Traditional Tick Stick Technique
Hackaday just highlighted the "tick stick" — an old-school carpentry tool for accurately transferring irregular shapes without fancy gadgets. Perfect for fitting shelves into crooked corners or trimming woodwork to match stone and brick. Low-tech solution that beats digital measuring for complex outlines.
The tick stick, an ingeniously simple tool, has been in the carpenter's arsenal for centuries, if not millennia, with its popularization often credited to boat-builders who needed to fit components to the complex curves of a hull. This age-old technique allows for the precise transfer of any odd or complicated shape where a ruler or tape measure would be impractical. Also known by names such as "joggle stick" or "speil stick," the tool is simply an irregularly shaped piece of wood with a distinct point. The irregular shape is the key, as it provides a unique reference when traced onto a "story board," such as a piece of cardboard or MDF, placed in the irregular space.

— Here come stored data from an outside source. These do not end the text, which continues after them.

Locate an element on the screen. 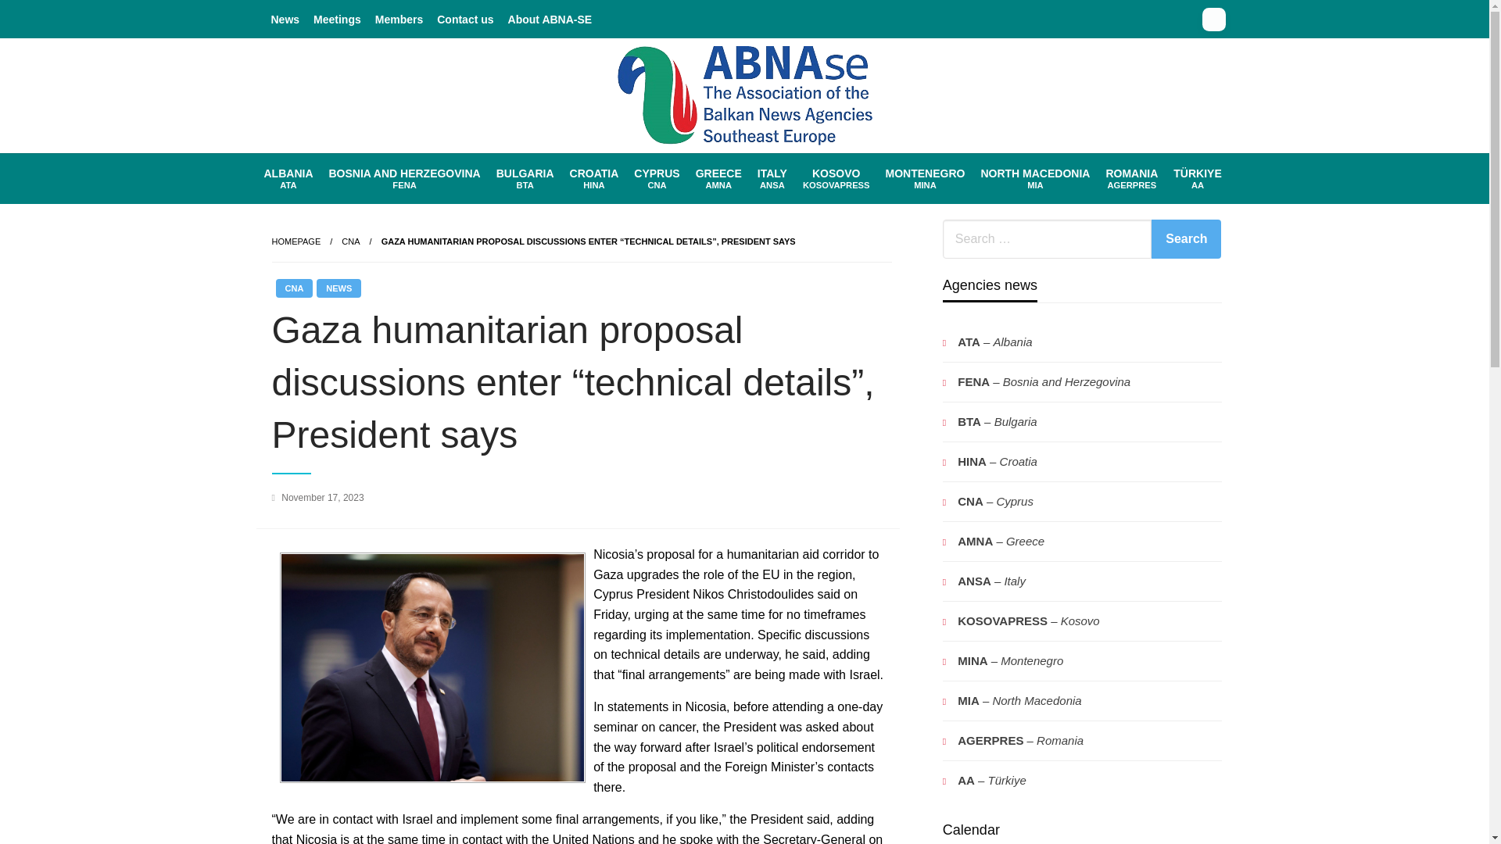  MINA is located at coordinates (594, 178).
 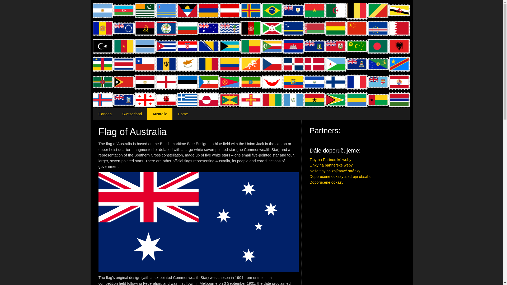 What do you see at coordinates (105, 114) in the screenshot?
I see `Canada` at bounding box center [105, 114].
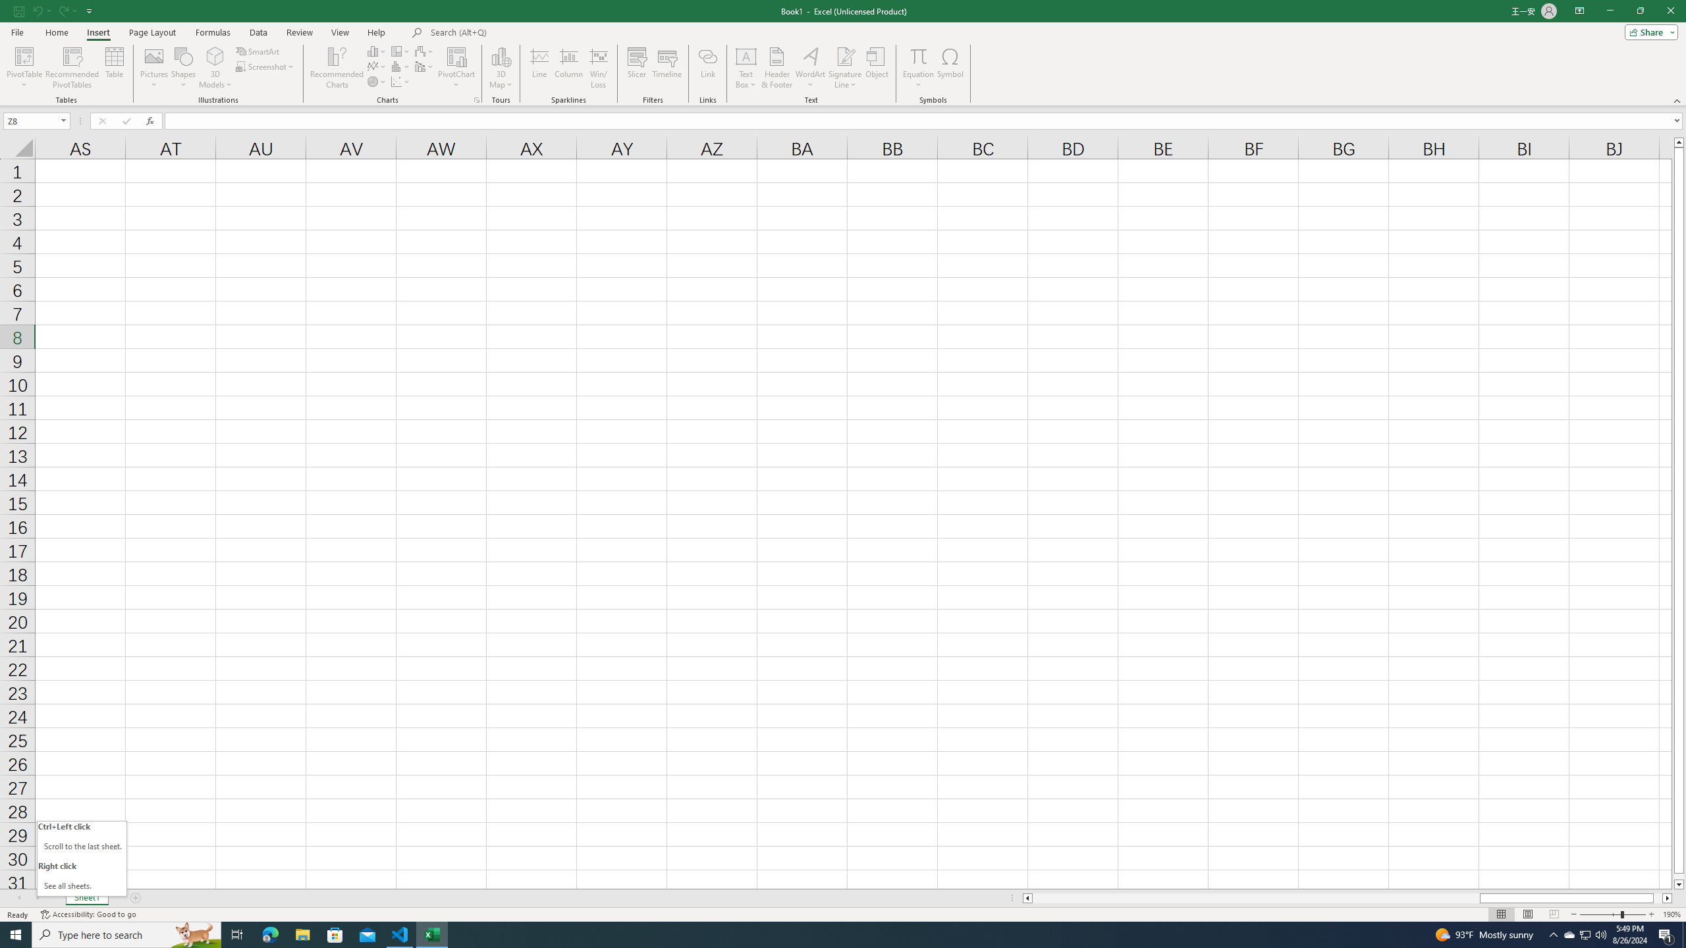  What do you see at coordinates (1658, 898) in the screenshot?
I see `Page right` at bounding box center [1658, 898].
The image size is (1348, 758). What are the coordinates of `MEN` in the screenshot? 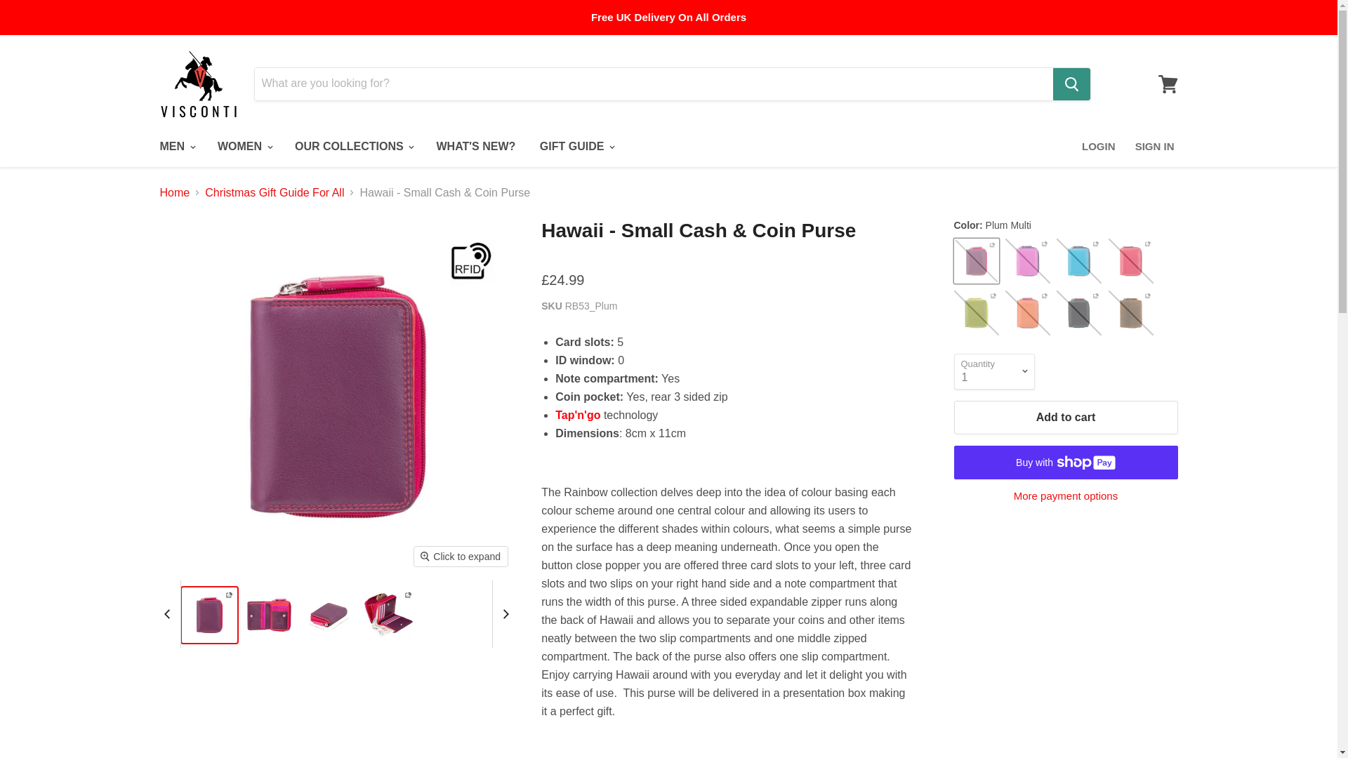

The process involves placing the stick's point against key reference points of the shape you want to copy and then tracing the entire outline of the stick onto your storyboard for each point. This creates a series of outlines that act as a map. By then placing the storyboard onto the material you want to cut, you can reverse the process, aligning the tick stick with each traced outline and marking the location of its point to replicate the original shape with surprising accuracy. While modern digital tools like 3D scanners and CNC routers can replicate complex shapes, the tick stick remains a valuable, low-cost alternative. For many woodworkers and builders, it's a technique that, while not needed often, is indispensable when the situation arises. It stands as a testament to the enduring effectiveness of simple, analog solutions in a digital world.